Heart-to-heart intimacy, the arbiters of social conduct were beginning to believe, had no place in a courtesy code designed for the smooth social intercourse of the urban middle classes. Sentimental sincerity could not govern face-to-face conduct among strangers and near strangers in an anonymous social world. .. And sincerity was no longer seen as the summum bonum of the polite world because, etiquette writers were increasingly convinced, "if every one acted according to his heart, the world would soon be turned upside down."
From: Halttunen, Karen (1982) Confidence Men and Painted Women: A Study of Middle-Class Culture in America, 1830-1870, p. 167.

Hum, yeah. Kind of weird reading this today after events of last week. If the memo's been around since the mid-19th century, where's my copy?

In sum, in response to a request, I was told "
No thanks, that won't work for me, lets not speak of this again" followed shortly by, "And regardless of what was actually going on (of which we shall never speak again), we shall all agree that this other thing is what was going on, even though it is made up of 98%-whole cloth. And, I shall insist that it is the only truth of what was going on, and in this I shall speak for everyone, and your truth shall be null and void. Kthxbye." (Yes, I am paraphrasing.) Except I disagreed with the null and void bit. I was ok with the framing of it as whatever... but not ok with the complete denial of what actually happened. Seriously, don't tell me I don't know what I know. And don't insist you didn't do what you did... HELLO, I was there. And I'm not crazy. And it hits all kinds of buttons that I keep wrapped up in my personal baggage.
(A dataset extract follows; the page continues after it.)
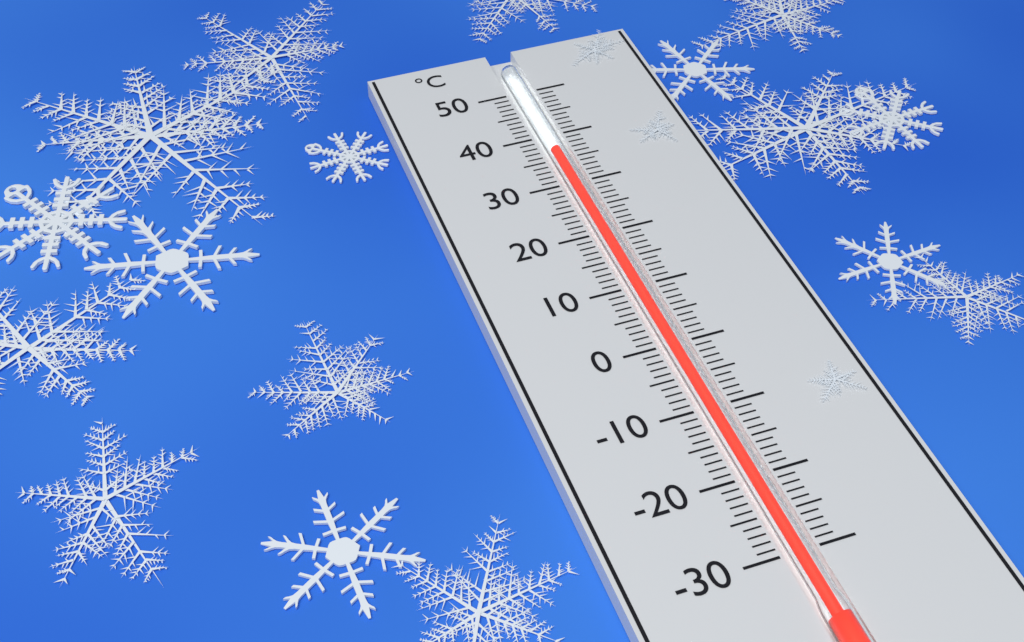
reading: 37 °C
The "No thanks, that won't work for me, lets not speak of this again" was really sufficient and ok with me. I really didn't think the whole thing was this big a deal. That last bit though, the whole cloth fiction, denial thing? Pissed me off, and I called bullsh!t (only without saying bullsh!t; I believe I used "disingenuous" -- maybe bullsh!t would have been better). Which resulted in an angry email about social pleasantries. Hopefully, the other parties will get that I was pissed at the attempt to deny and erase what happened, not at the necessity of social pleasantries following what apparently -was- a big deal to make it ok and grease the social wheels.

Can I also just say that I don't much like it when people's anger is directed at me. But really, I had to say something...

Next post will be a book review, with no personal drama, honest!

Edit: one more quote from the above book: "Finally, they could rest secure in the knowledge that heart cannot meet heart in a world of strangers, and in the recognition that the uncloaked heart is the most dangerous acquaintance of all." (p. 188)

3 comments:

Ink said...

Good for you for NOT accepting that effort to control the discourse. Go, Digger! You're completely right.

Bavardess said...

I don't know what the whole story is here, obviously, but I can sympathise with your anger at it being assumed you'll accept something didn't happen when you know it did. You did the right thing to refuse to pretend things were what they weren't just to mollify others.
On a slightly different note, your quote about social intercourse and proper 'social conduct' struck a note with me, because I've just been reading about a 14thC letter that was couched in such intimate and loving terms, that for hundreds of years it was assumed to have been from a wife to her husband. It was only recently that a historian figured out it was actually from a baron to his (future) king, and was talking about political loyalty, not personal affective love.

Digger said...

Thanks, both. I'm just so frustrated about the alternate history and the escalation. Truly, email is a medium where what is meant doesn't necessarily come through from what is said, and I think some of what I said was taken the wrong way (not the part about calling bullsh!t, but other parts may have been taken as an F-U Very Much, when that wasn't my intention). I'm not sure where to pick this up, or even if I should.